Many of my non-Crimson friends think doing FM is tantamount to
sadomasochism (with me on the abuse-receiving end, obviously). FM seems
to chew the execs up every Sunday, Monday, and Tuesday night, and spit
us back out Wednesday morning a little unshowered and a lot
sleep-deprived. Even when we leave 14 Plympton, FM follows us home,
making demands via e-mail and haunting our dreams.
But there’s a number of very real reasons I kept coming back
for more. FM has been the most challenging, exhilarating, frustrating,
and educational experience of my life at Harvard. I’m not a journalism
junkie, and I certainly don’t have journalistic aspirations, but being
at 14 Plympton has kind of been an embedded journalistic experience: I
observed the “pros,” I learned about what we’re supposed to do, and
occasionally I contributed a bit.
When I was a naïve, wide-eyed freshman in a bare-bones FM
comp (oh, how things don’t change), I learned from my editors and from
my news-comping, soon-to-be-blockmate. Amit R. Paley ’04 taught me how
to make an FTM work and how to stand up to a source. When I did a
research assistant stint for Parker R. Conrad ’02-’03, he treated me
like someone who deserved to hear his thoughts about where his scrutiny
was going. I knew nothing about the administration, about
preregistration, about how university politics worked—but boy, did I
learn fast when someone older bothered to cultivate my knowledge.
The more I put into The Crimson, the more I gained—and from
observation (and numerous professional interviews), that’s the
experience of everyone else too. But besides being smart and dedicated,
in the abstract, it always, always helps to know a couple of the people
who are currently in power. This straight-from-Taiwan,
formerly-teetotaling, deadly earnest girl never had those social
networks to tap.
So how did I get some of the requisite skills to being a
semi-competent chair? I was horribly persistent and wrote a scrut. I
learned so much in my editing sessions with Rachel E. Dry ’04,
listening quietly as she and Liz F. Maher ’04 talked in the office. But
also, I shot for associate editor and got it. And in my year as
associate, I learned: in the production suite, in the newsroom, in the
FM office. I watched in awe as Mollie H. Chen ’05 worked her
organizational magic, and as Sarah M. Seltzer ’05 made stories funnier,
wittier, more nuanced.
Still (and don’t tell the people who okayed my promotion), I
didn’t really know how to edit a long story, or how to find the best
angle. Watching and mimicking my co-chair Elizabeth W. Green ’06, one
of the most thoughtful people and best writers I have had the pleasure
of knowing, certainly helped, but she couldn’t hold my hand. But, in
doing, in making mistakes, in occasionally getting things really,
really right, the year has gone by. The magazine came out 22 times
under Elizabeth, publisher Evan R. Johnson ’06, our amazing beautiful
staff of associates, designers, photogs, and me. We published some
pretty good stories. And now, I’ve come away from my three-and-a-half
years at the magazine a better reporter and writer.
I’ve loved my years here, but it makes me sad to think that
someone more talented than me, but less stubborn and less connected,
could have dropped away from The Crimson. And as earnest as this may
be: here’s to making the building more inclusive. Because it’s a
building and an organization that I deeply love.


EXERCISE BRIEF. Nothing after the line containing "Task: Click on the span: 共有" belongs in the answer; write out exactly every line from the start of the material up to it, including it.

*** Opening RECORDS SUPPLIED ***

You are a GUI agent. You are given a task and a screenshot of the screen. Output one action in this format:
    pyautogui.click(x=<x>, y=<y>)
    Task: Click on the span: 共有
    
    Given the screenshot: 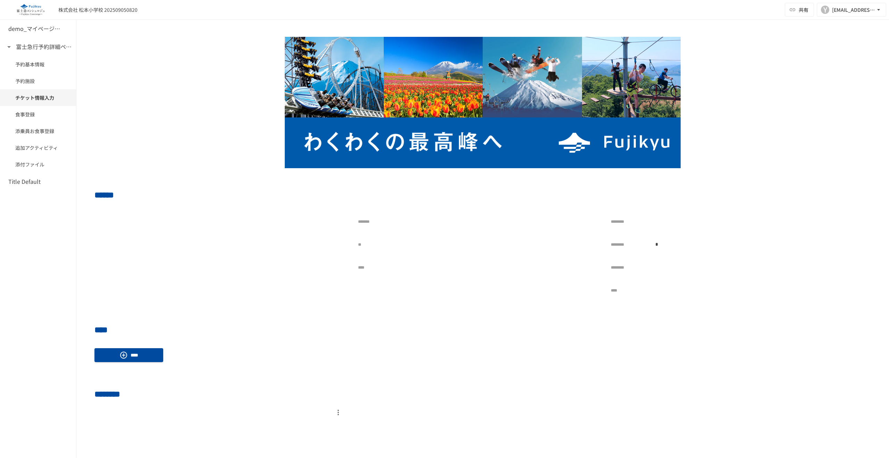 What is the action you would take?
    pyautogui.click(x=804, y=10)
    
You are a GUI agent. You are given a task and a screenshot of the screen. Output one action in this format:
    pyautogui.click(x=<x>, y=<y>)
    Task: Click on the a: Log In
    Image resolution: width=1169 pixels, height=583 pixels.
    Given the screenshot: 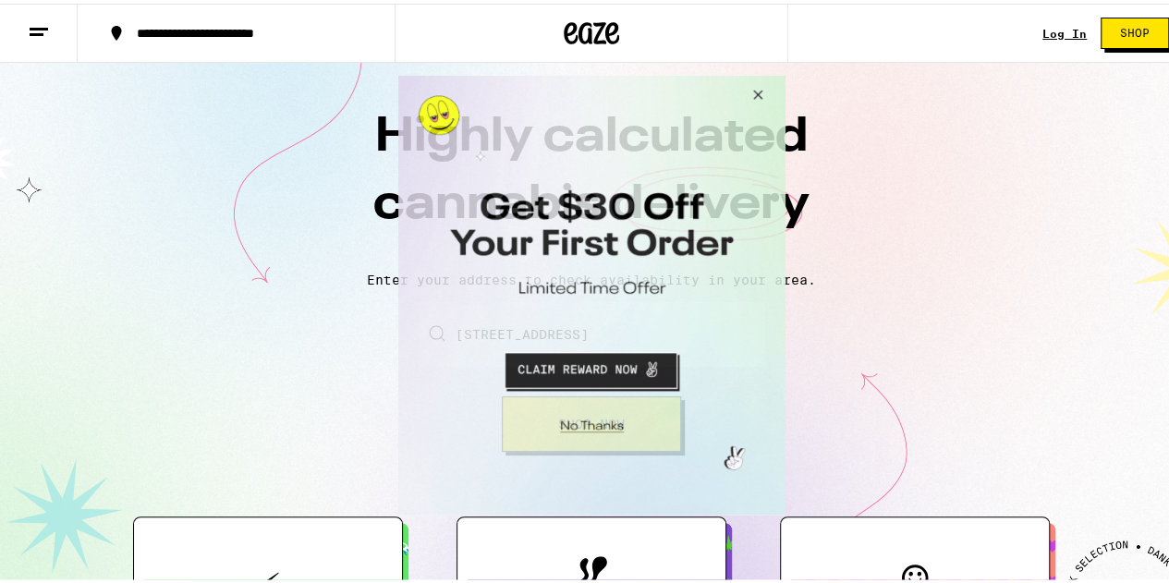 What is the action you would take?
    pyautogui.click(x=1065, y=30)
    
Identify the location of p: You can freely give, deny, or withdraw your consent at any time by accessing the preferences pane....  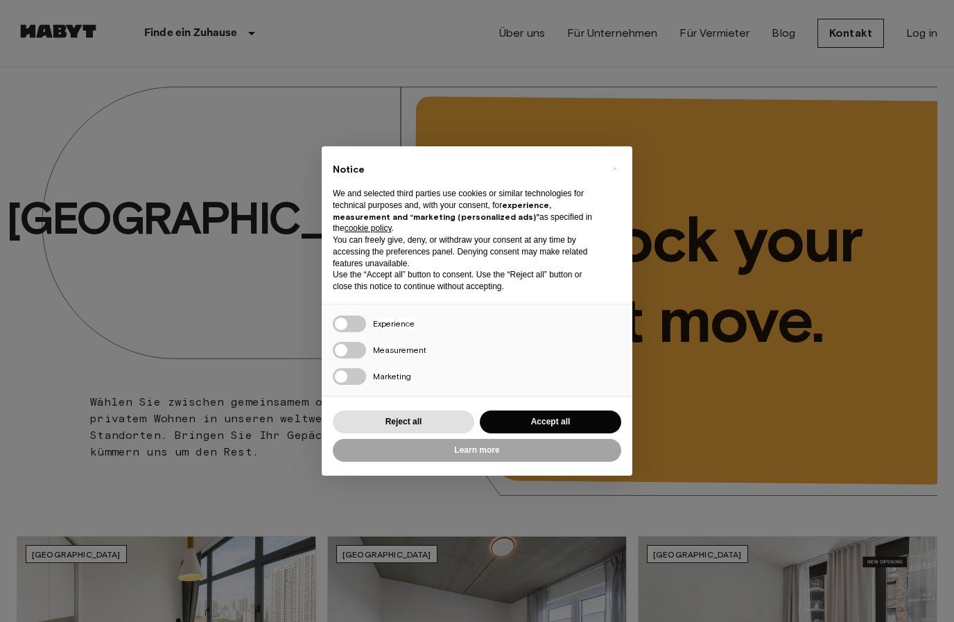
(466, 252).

*** Closing RECORDS SUPPLIED ***

TASK ANSWER.
You are a GUI agent. You are given a task and a screenshot of the screen. Output one action in this format:
    pyautogui.click(x=<x>, y=<y>)
    Task: Click on the span: 共有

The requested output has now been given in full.